Note that there is a variable for since, this allows you to start from a specific sequence number so you can skip over old changes.

The next bit of code works from the other side of the queue. It subscribes to the queue, parses the JSON, performs some operations on it and puts the results back into another CouchDB database called “results”.

What could it be used for? My first thought is some sort of parallel computation, boot up a few dozen EC2 nodes and start dumping data into CouchDB. Have all those nodes pop messages off the queue, process them and dump the results back into Couch. Legitimately one could chain these together to process the results again. The queue ends up being a simple job management system with the EC2 nodes popping new messages as they finish processing them. With a little bit of work, features and the right use case I think could be a pretty powerful system.

Check out the code, my other projects and follow me on twitter @williamsjoe.
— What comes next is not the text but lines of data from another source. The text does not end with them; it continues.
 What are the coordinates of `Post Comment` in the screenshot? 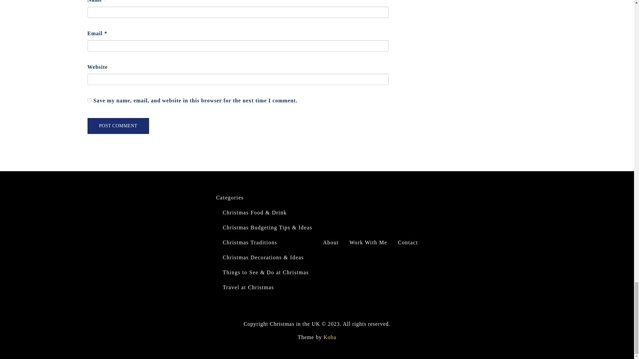 It's located at (118, 126).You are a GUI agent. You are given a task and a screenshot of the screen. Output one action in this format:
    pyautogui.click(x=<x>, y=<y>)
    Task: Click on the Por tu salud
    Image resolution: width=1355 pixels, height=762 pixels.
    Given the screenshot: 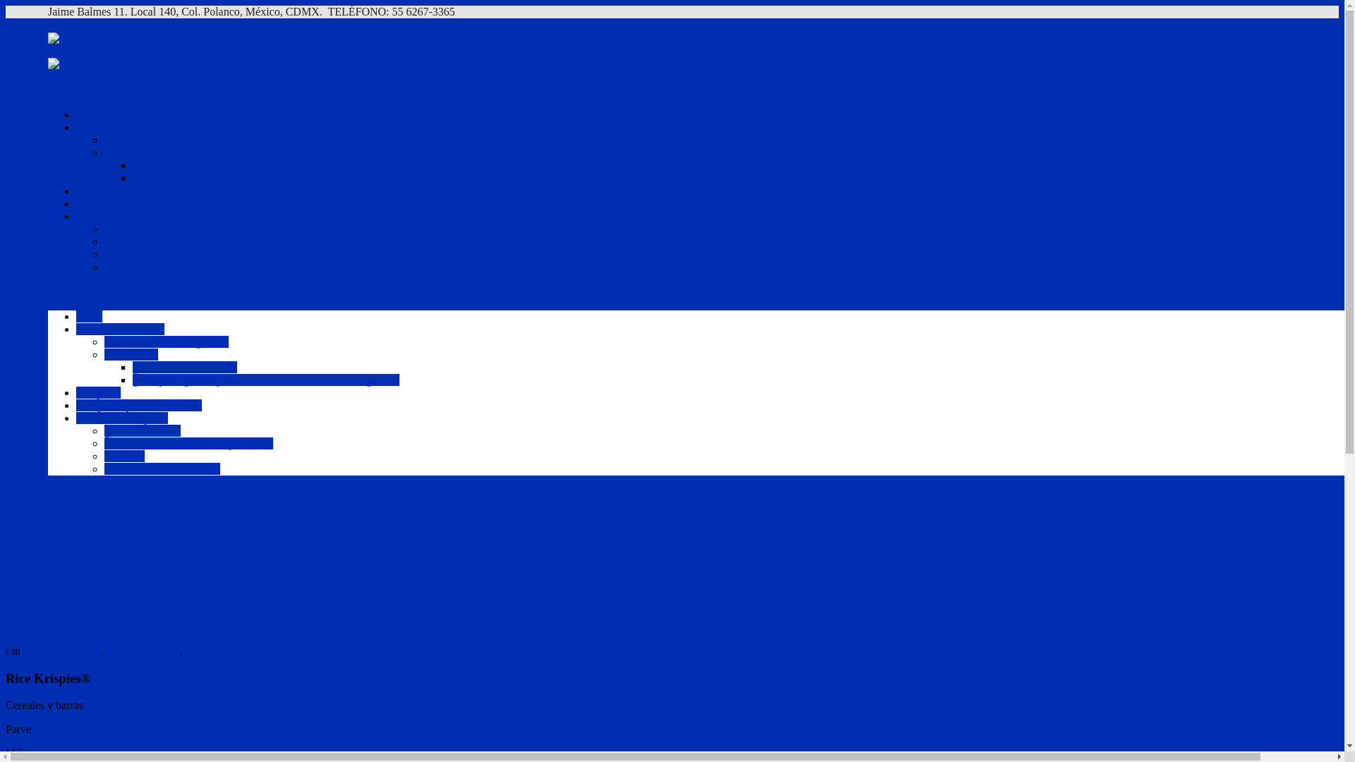 What is the action you would take?
    pyautogui.click(x=131, y=152)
[edit: made a slight improvement to changes_sub.rb on 20100107]

November 5, 2009

Baracus.

Just did my first official Cloudant blog post on a project I created called Baracus. It’s an httperf wrapper for benchmarking CouchDB, check it out on github.

September 19, 2009

Red Black Trees.

Been reading up on Red-black trees, a self-balancing binary tree. Here are some resources I found interesting.